Atkins on the Ropes
Tue, August 2, 2005 at 04:42PM The news today carries reports that the Atkins Nutritional Inc. has filed for bankruptcy. Not too surprising, but another indication that most diets are fads that arise, peak, and fade. If you’ve lived long enough, you’ve seen the F-Plan diet, the Grapefruit diet, the South Beach diet, the Cabbage-Soup diet, low-fat diets, the glycemic impact diet, Sugar Busters, The Zone diet, Dr Dean Ornish diet, and finally, Atkins come and go. Poor overweight people yo-yo from one to the next, with out actually doing much for their health.
Maybe it’s time to pay more attention to the Health At Every Size (HAES) people. We’ve mentioned this before, but it deserves repeating. HES enthusiasts – and there are many, and they’re not all obese – believe that a healthy attitude to eating will be more successful, in the long run, than life as an off/on dieter. One of them is Jonathan Robinson.
A new study has shown that a HAES program beat out a diet program with respect to sustained healthy eating improvement and weight-loss maintenance over a 2-year period – see the clinical summary.
Robert Griffith
More on HAES (Health At Every Size)
A new study has reported a comparison between a six-month diet program with a behavior modification program along HAES lines. The beneficial results after one year were about the same for both groups, but 2 years later the HAES group had maintained their improvements in blood pressure and cholesterol levels, while the diet group had relapsed. We have summarized this study on our website, HealthandAge.com.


Copy out each line of the data below in which "chart" appears.

-=-=-

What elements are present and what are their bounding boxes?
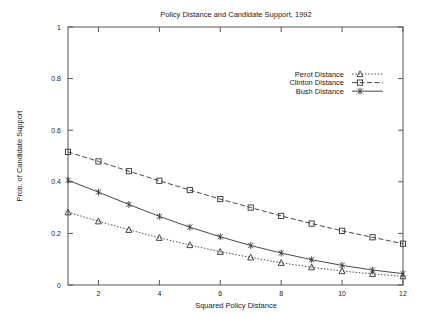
plot-frame [68, 27, 403, 285]
series-line [68, 152, 403, 244]
x-tick-label: 10 [338, 290, 346, 297]
policy-distance-chart: Policy Distance and Candidate Support, 1… [0, 0, 424, 318]
x-axis-title: Squared Policy Distance [195, 301, 277, 310]
series-bush-distance [65, 177, 405, 277]
data-point-marker [278, 260, 284, 266]
y-axis-title: Prob. of Candidate Support [15, 110, 24, 202]
series-perot-distance [65, 209, 406, 279]
chart-container: Policy Distance and Candidate Support, 1… [0, 0, 424, 318]
x-tick-label: 2 [97, 290, 101, 297]
y-tick-label: 0.6 [51, 127, 61, 134]
legend-label: Bush Distance [296, 87, 344, 96]
chart-title: Policy Distance and Candidate Support, 1… [160, 10, 311, 19]
y-tick-label: 0.2 [51, 230, 61, 237]
data-point-marker [126, 201, 131, 208]
data-point-marker [156, 235, 162, 241]
data-point-marker [279, 213, 284, 218]
x-tick-label: 12 [399, 290, 407, 297]
series-layer [65, 149, 406, 279]
chart-legend: Perot DistanceClinton DistanceBush Dista… [289, 70, 383, 96]
x-tick-label: 8 [279, 290, 283, 297]
y-tick-label: 0.4 [51, 178, 61, 185]
y-tick-label: 0 [57, 282, 61, 289]
series-clinton-distance [65, 149, 405, 246]
x-tick-label: 4 [157, 290, 161, 297]
x-tick-label: 6 [218, 290, 222, 297]
y-tick-label: 1 [57, 24, 61, 31]
y-axis-ticks: 00.20.40.60.81 [51, 24, 403, 289]
data-point-marker [65, 177, 70, 184]
y-tick-label: 0.8 [51, 75, 61, 82]
data-point-marker [157, 178, 162, 183]
data-point-marker [187, 224, 192, 231]
data-point-marker [157, 213, 162, 220]
data-point-marker [96, 189, 101, 196]
data-point-marker [218, 233, 223, 240]
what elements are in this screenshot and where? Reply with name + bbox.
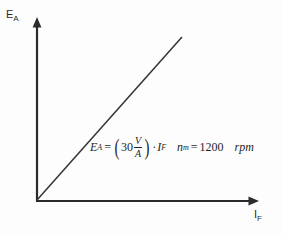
y-axis-arrowhead — [33, 17, 42, 28]
x-axis-label: IF — [254, 208, 262, 220]
volts-per-amp-fraction: V A — [134, 136, 142, 159]
fraction-numerator: V — [134, 136, 142, 146]
equation-equals-sign: = — [104, 140, 111, 155]
speed-equals-sign: = — [191, 140, 198, 155]
multiply-dot: · — [152, 140, 156, 155]
characteristic-line — [37, 37, 182, 200]
speed-condition: nm = 1200 rpm — [177, 140, 254, 155]
y-axis-label: EA — [6, 8, 19, 20]
equation-main: EA = ( 30 V A ) · IF — [90, 136, 166, 159]
equation-coefficient: 30 — [121, 140, 133, 155]
x-axis-label-subscript: F — [257, 214, 262, 223]
equation-annotation: EA = ( 30 V A ) · IF nm = 1200 rpm — [90, 136, 254, 159]
plot-area — [0, 0, 282, 236]
x-axis-arrowhead — [249, 197, 260, 206]
y-axis-label-subscript: A — [13, 14, 18, 23]
paren-open: ( — [115, 140, 120, 154]
figure-canvas: EA IF EA = ( 30 V A ) · IF nm = 1200 rpm — [0, 0, 282, 236]
paren-close: ) — [145, 140, 150, 154]
fraction-denominator: A — [134, 149, 142, 159]
speed-value: 1200 — [200, 140, 224, 155]
speed-units: rpm — [235, 140, 254, 155]
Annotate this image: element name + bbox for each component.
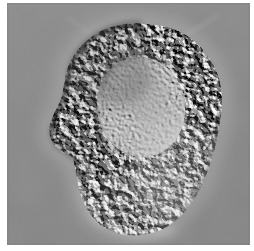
micrograph-field xyxy=(7,3,250,245)
sensor-grain xyxy=(7,3,250,245)
micrograph-canvas xyxy=(7,3,250,245)
image-viewport xyxy=(0,0,254,251)
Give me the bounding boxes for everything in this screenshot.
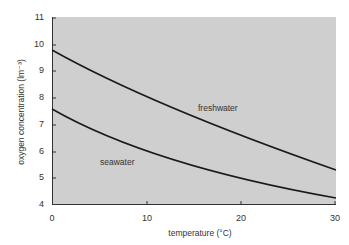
seawater-curve xyxy=(52,109,336,198)
y-axis-label: oxygen concentration (lm⁻³) xyxy=(16,47,26,177)
ytick: 9 xyxy=(24,65,44,75)
ytick: 5 xyxy=(24,172,44,182)
ytick: 7 xyxy=(24,119,44,129)
ytick: 4 xyxy=(24,199,44,209)
ytick: 10 xyxy=(24,39,44,49)
ytick: 8 xyxy=(24,92,44,102)
x-axis-label: temperature (°C) xyxy=(140,228,260,238)
seawater-label: seawater xyxy=(100,157,135,167)
xtick: 0 xyxy=(37,213,67,223)
freshwater-label: freshwater xyxy=(198,103,238,113)
xtick: 30 xyxy=(320,213,349,223)
ytick: 11 xyxy=(24,12,44,22)
xtick: 20 xyxy=(226,213,256,223)
curves xyxy=(0,0,349,245)
xtick: 10 xyxy=(132,213,162,223)
ytick: 6 xyxy=(24,146,44,156)
freshwater-curve xyxy=(52,50,336,170)
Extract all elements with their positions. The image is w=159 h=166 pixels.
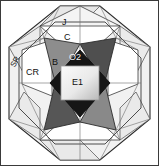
label-c: C (64, 33, 71, 42)
label-j: J (62, 18, 67, 27)
label-e1: E1 (72, 78, 83, 87)
label-cr: CR (26, 68, 39, 77)
figure-container: J C SR CR B O2 E1 (0, 0, 159, 166)
label-b: B (52, 58, 58, 67)
label-o2: O2 (69, 53, 81, 62)
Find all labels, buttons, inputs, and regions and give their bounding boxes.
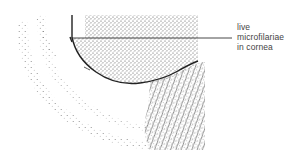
annotation-label: live microfilariae in cornea [237,22,284,52]
label-line-1: live [237,22,284,32]
label-line-3: in cornea [237,42,284,52]
label-line-2: microfilariae [237,32,284,42]
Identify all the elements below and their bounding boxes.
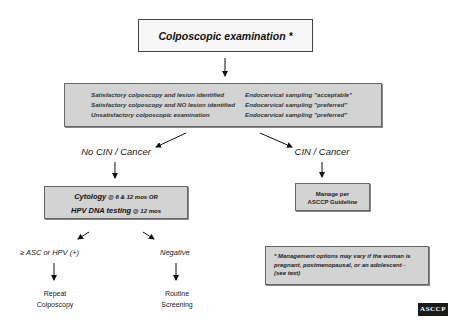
hpv-schedule: @ 12 mos bbox=[131, 208, 161, 214]
sampling-item: Endocervical sampling "preferred" bbox=[245, 110, 352, 120]
outcome-line: Screening bbox=[152, 299, 202, 310]
start-label: Colposcopic examination * bbox=[139, 20, 312, 52]
cytology-line: Cytology @ 6 & 12 mos OR bbox=[45, 190, 187, 204]
note-line: pregnant, postmenopausal, or an adolesce… bbox=[274, 261, 422, 270]
sampling-item: Endocervical sampling "acceptable" bbox=[245, 90, 352, 100]
no-cin-label: No CIN / Cancer bbox=[70, 146, 162, 157]
arrow-to-no-cin bbox=[156, 133, 186, 147]
hpv-term: HPV DNA testing bbox=[71, 206, 131, 215]
cytology-schedule: @ 6 & 12 mos OR bbox=[106, 194, 158, 200]
condition-item: Satisfactory colposcopy and lesion ident… bbox=[91, 90, 235, 100]
manage-line-1: Manage per bbox=[296, 190, 369, 198]
outcome-line: Routine bbox=[152, 288, 202, 299]
sampling-item: Endocervical sampling "preferred" bbox=[245, 100, 352, 110]
outcome-line: Colposcopy bbox=[30, 299, 80, 310]
manage-line-2: ASCCP Guideline bbox=[296, 198, 369, 206]
followup-testing-node: Cytology @ 6 & 12 mos OR HPV DNA testing… bbox=[44, 186, 188, 219]
cytology-term: Cytology bbox=[74, 192, 106, 201]
note-line: * Management options may vary if the wom… bbox=[274, 252, 422, 261]
condition-item: Satisfactory colposcopy and NO lesion id… bbox=[91, 100, 235, 110]
repeat-colposcopy-outcome: Repeat Colposcopy bbox=[30, 288, 80, 310]
hpv-line: HPV DNA testing @ 12 mos bbox=[45, 204, 187, 218]
start-node: Colposcopic examination * bbox=[138, 19, 313, 52]
condition-list: Satisfactory colposcopy and lesion ident… bbox=[91, 90, 235, 120]
asccp-logo: ASCCP bbox=[418, 303, 448, 316]
outcome-line: Repeat bbox=[30, 288, 80, 299]
positive-result-label: ≥ ASC or HPV (+) bbox=[20, 248, 79, 257]
routine-screening-outcome: Routine Screening bbox=[152, 288, 202, 310]
negative-result-label: Negative bbox=[160, 248, 190, 257]
conditions-node: Satisfactory colposcopy and lesion ident… bbox=[64, 83, 382, 127]
sampling-list: Endocervical sampling "acceptable" Endoc… bbox=[245, 90, 352, 120]
note-line: (see text) bbox=[274, 269, 422, 278]
arrow-to-negative bbox=[143, 232, 154, 239]
management-note: * Management options may vary if the wom… bbox=[265, 246, 429, 285]
condition-item: Unsatisfactory colposcopic examination bbox=[91, 110, 235, 120]
arrow-to-cin bbox=[260, 133, 292, 147]
arrow-to-positive bbox=[78, 232, 89, 239]
cin-label: CIN / Cancer bbox=[285, 146, 359, 157]
manage-node: Manage per ASCCP Guideline bbox=[295, 183, 370, 211]
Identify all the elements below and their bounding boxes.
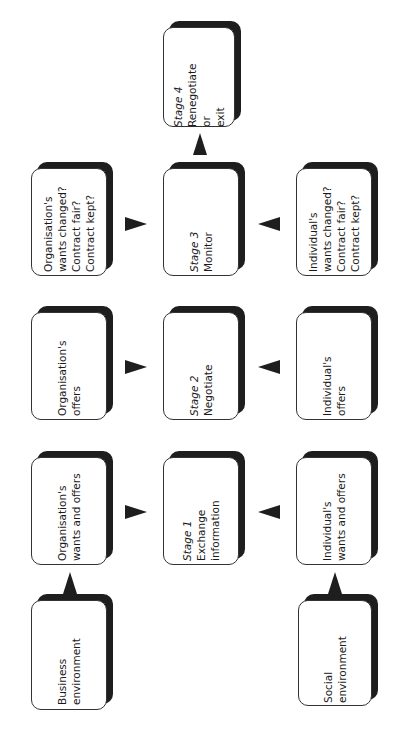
box-line: Organisation's	[41, 172, 55, 272]
box-line: Organisation's	[55, 461, 69, 561]
box-line: Contract fair?	[334, 172, 348, 272]
box-line: offers	[69, 316, 83, 416]
box-line: Contract kept?	[83, 172, 97, 272]
box-line: Contract fair?	[69, 172, 83, 272]
box-face: Stage 2 Negotiate	[163, 312, 239, 420]
box-face: Organisation's wants and offers	[31, 457, 107, 565]
stage1-box: Stage 1 Exchange information	[163, 457, 239, 565]
box-line: wants and offers	[334, 461, 348, 561]
org-wants-offers-box: Organisation's wants and offers	[31, 457, 107, 565]
box-text: Individual's wants and offers	[320, 461, 348, 561]
box-text: Stage 3 Monitor	[187, 172, 215, 272]
org-offers-box: Organisation's offers	[31, 312, 107, 420]
box-line: Renegotiate	[185, 27, 199, 127]
box-face: Organisation's offers	[31, 312, 107, 420]
arrow-right-icon	[125, 360, 147, 374]
box-line: exit	[213, 27, 227, 127]
box-face: Individual's wants changed? Contract fai…	[296, 168, 372, 276]
arrow-up-icon	[328, 572, 342, 594]
box-text: Individual's offers	[320, 316, 348, 416]
box-face: Stage 4 Renegotiate or exit	[163, 27, 235, 127]
box-text: Social environment	[321, 603, 349, 703]
social-environment-box: Social environment	[298, 600, 372, 706]
box-line: Negotiate	[201, 316, 215, 416]
stage2-box: Stage 2 Negotiate	[163, 312, 239, 420]
box-text: Organisation's wants and offers	[55, 461, 83, 561]
box-face: Individual's offers	[296, 312, 372, 420]
business-environment-box: Business environment	[31, 600, 107, 710]
box-line: Contract kept?	[348, 172, 362, 272]
stage4-box: Stage 4 Renegotiate or exit	[163, 27, 235, 127]
box-text: Stage 1 Exchange information	[180, 461, 222, 561]
box-line: Social	[321, 603, 335, 703]
arrow-left-icon	[258, 505, 280, 519]
box-line: offers	[334, 316, 348, 416]
stage-label: Stage 1	[180, 461, 194, 561]
box-line: wants changed?	[320, 172, 334, 272]
box-line: Individual's	[320, 316, 334, 416]
box-line: Monitor	[201, 172, 215, 272]
arrow-left-icon	[258, 360, 280, 374]
box-text: Organisation's wants changed? Contract f…	[41, 172, 97, 272]
org-changed-box: Organisation's wants changed? Contract f…	[31, 168, 107, 276]
arrow-up-icon	[193, 133, 207, 155]
box-line: environment	[69, 605, 83, 705]
box-line: wants changed?	[55, 172, 69, 272]
box-line: Exchange	[194, 461, 208, 561]
box-line: Organisation's	[55, 316, 69, 416]
stage-label: Stage 4	[171, 27, 185, 127]
box-face: Social environment	[298, 600, 372, 706]
arrow-right-icon	[125, 217, 147, 231]
arrow-left-icon	[258, 217, 280, 231]
box-face: Stage 1 Exchange information	[163, 457, 239, 565]
box-line: wants and offers	[69, 461, 83, 561]
stage-label: Stage 2	[187, 316, 201, 416]
box-face: Business environment	[31, 600, 107, 710]
box-line: Individual's	[306, 172, 320, 272]
arrow-right-icon	[125, 505, 147, 519]
box-text: Business environment	[55, 605, 83, 705]
ind-wants-offers-box: Individual's wants and offers	[296, 457, 372, 565]
box-line: information	[208, 461, 222, 561]
box-face: Organisation's wants changed? Contract f…	[31, 168, 107, 276]
ind-offers-box: Individual's offers	[296, 312, 372, 420]
arrow-up-icon	[63, 572, 77, 594]
ind-changed-box: Individual's wants changed? Contract fai…	[296, 168, 372, 276]
box-line: or	[199, 27, 213, 127]
box-text: Stage 4 Renegotiate or exit	[171, 27, 227, 127]
box-text: Organisation's offers	[55, 316, 83, 416]
box-line: Individual's	[320, 461, 334, 561]
box-text: Stage 2 Negotiate	[187, 316, 215, 416]
box-text: Individual's wants changed? Contract fai…	[306, 172, 362, 272]
box-face: Individual's wants and offers	[296, 457, 372, 565]
stage3-box: Stage 3 Monitor	[163, 168, 239, 276]
box-line: Business	[55, 605, 69, 705]
box-face: Stage 3 Monitor	[163, 168, 239, 276]
stage-label: Stage 3	[187, 172, 201, 272]
box-line: environment	[335, 603, 349, 703]
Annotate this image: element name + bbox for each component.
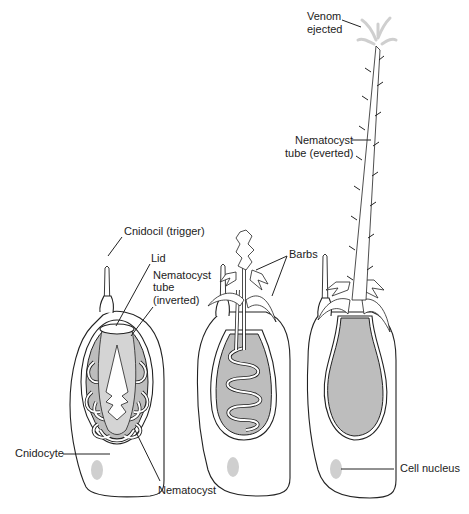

-=-=-

◆ **Answer box**
policy-distance-chart: Policy Distance and Candidate Support, 1… [0, 0, 424, 318]
chart-container: Policy Distance and Candidate Support, 1… [0, 0, 424, 318]
chart-title: Policy Distance and Candidate Support, 1… [160, 10, 311, 19]
chart-legend: Perot DistanceClinton DistanceBush Dista… [289, 70, 383, 96]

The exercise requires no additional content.